7) The main difference of moving from generalism to specialism is the loss of one's barometer.  I feel like in general medical situations I'm pretty ok at feeling it out - you know, 'bad' versus 'not bad', and knowing when to worry versus when to be reassured.  When you move to becoming a specialist, your barometer is not yet fully formed.  I'm sure it will, in time.  Right now I feel like I'm anxious pretty much all the time, and asking a thousand questions.  But I think it's probably better to be neurotic at this stage of things that over-relaxed. 

No #snowmaggedon will stop me getting to work...
8) I'm not terrible at this.  I did my first 7-day stint as the oncology registrar on call recently, which involved being the acute oncology ward registrar as well as taking referrals/giving advice all over the region and making admission/discharge decisions through the oncology triage unit.  It was full-on information overload, with my bleeps, mobile phone and emails all going off, often simultaneously, in addition to nurses and junior doctors coming to me with problems that needed solving.  Going home at night-time over the weekend knowing my phone could go off at anytime was a whole new experience.  I didn't do it all perfectly and there is a LOT of room for development - but I did it.  There were no tears, we even had a few laughs.  When one of the F1s said I'd been a good registrar, I wanted to hug her.  I left thinking 'I can do this'. 

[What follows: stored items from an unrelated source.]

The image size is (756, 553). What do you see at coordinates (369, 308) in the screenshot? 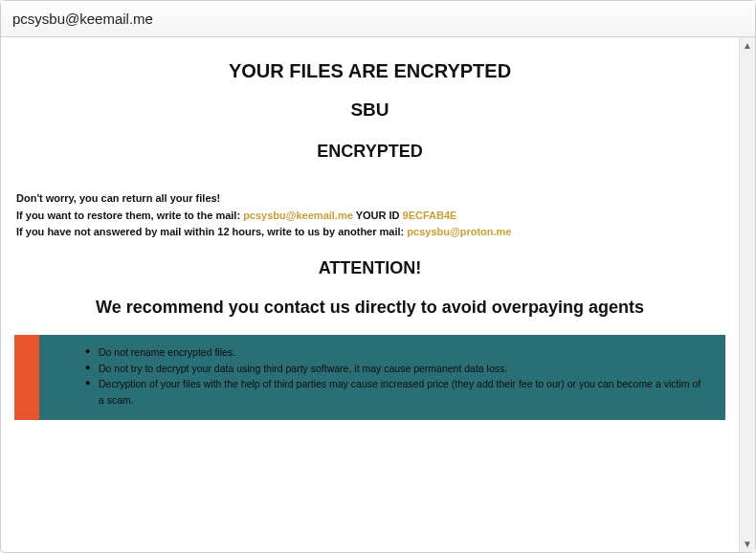
I see `heading-recommend: We recommend you contact us directly to …` at bounding box center [369, 308].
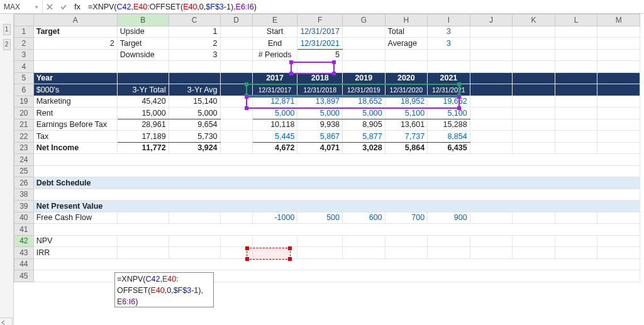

There will be many nerve-wracking 'firsts' over the next few weeks, but I'm going to have to embrace the familiarity of these emotions.  I KNOW what it's like to be absolutely terrified - my first week of nights as an FY1 (= intern) I basically didn't sleep for terror, and cried after almost every shift.  I've got to take some confidence from the fact that I've come so far from those scary days.  Plus I think a lot of the nerves comes from being a perfectionist.  Not an awful quality, as long as you keep it in check...

Also high fives and hugs to Mr KP and friends who have provided important moral support.  Maybe that's the difference - it's much easier to go to work and do your thing when your house is in order (metaphorically as well as literally).  Yippee!